Intelligent Dictators Are More Attractive to Foreign Investors
A person holds U.S. dollars and Venezuelan bolivares to pay for gasoline in Caracas, Venezuela. (Photographer: Adriana Loureiro Fernandez/Bloomberg)

(Bloomberg) -- Cash-strapped dictators might want to consider going back to school and opening a few economics textbooks, according to a new study that traces investment flows into non-democratic countries.

Investors put more money in authoritarian regimes where the leader has a solid education, research by the Bank of Finland Institute for Economies in Transition concluded. If that education is in economics, and the ruler has prior experience in business, investment is even more forthcoming, according to the study which examined foreign direct investment data on 100 dictatorial countries from 1973 to 2008.

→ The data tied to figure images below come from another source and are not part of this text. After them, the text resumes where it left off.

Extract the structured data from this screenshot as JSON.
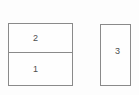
{
  "diagram": {
    "background_color": "#fdfdfd",
    "block_fill_color": "#fefefe",
    "border_color": "#8a8a8a",
    "label_color": "#4d4d4d",
    "left_block": {
      "cells": [
        {
          "label": "2"
        },
        {
          "label": "1"
        }
      ]
    },
    "right_block": {
      "label": "3"
    }
  }
}
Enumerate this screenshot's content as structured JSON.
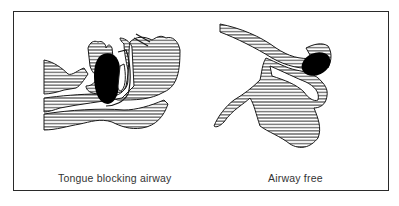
{
  "figure": {
    "panels": [
      {
        "id": "left",
        "caption": "Tongue blocking airway"
      },
      {
        "id": "right",
        "caption": "Airway free"
      }
    ],
    "colors": {
      "ink": "#1a1a1a",
      "frame": "#2a2a2a",
      "background": "#ffffff",
      "tongue": "#000000"
    }
  }
}
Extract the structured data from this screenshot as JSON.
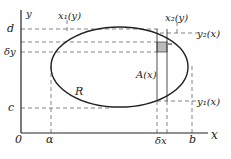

“Incompetence deters investment to a greater extent than expropriation risk,” the authors Abel François, Sophie Panel and Laurent Weill wrote. “We find no relationship between dictators’ age and prior political experience and FDI inflows.”

Individual characteristics play a greater role than institutions in attracting FDI in countries where policy choices depend on the discretion of a single person, they wrote. The ruler’s personal background can help potential investors anticipate future policy choices, the study found.

‘Reign of Discretion’

Intelligent Dictators Are More Attractive to Foreign Investors

“Dictatorship is, to some extent, the reign of discretion,” the authors wrote. “Even if there are variations in discretionary power among dictatorships, the scope of potential public policy decisions is broader than in democracies,” where institutions and elections help to safeguard against the risks of extremist rulers, they said.

The report also found that history offers investors good reason not to trust less economically aware dictators.

Former Burmese leader Ne Win, for example, “ruined Myanmar” in his 26-year rule to 1988, including through a monetary reform that he ordered “partly because his astrologer advised him to release new denominations whose numerals added up to nine,” the authors said.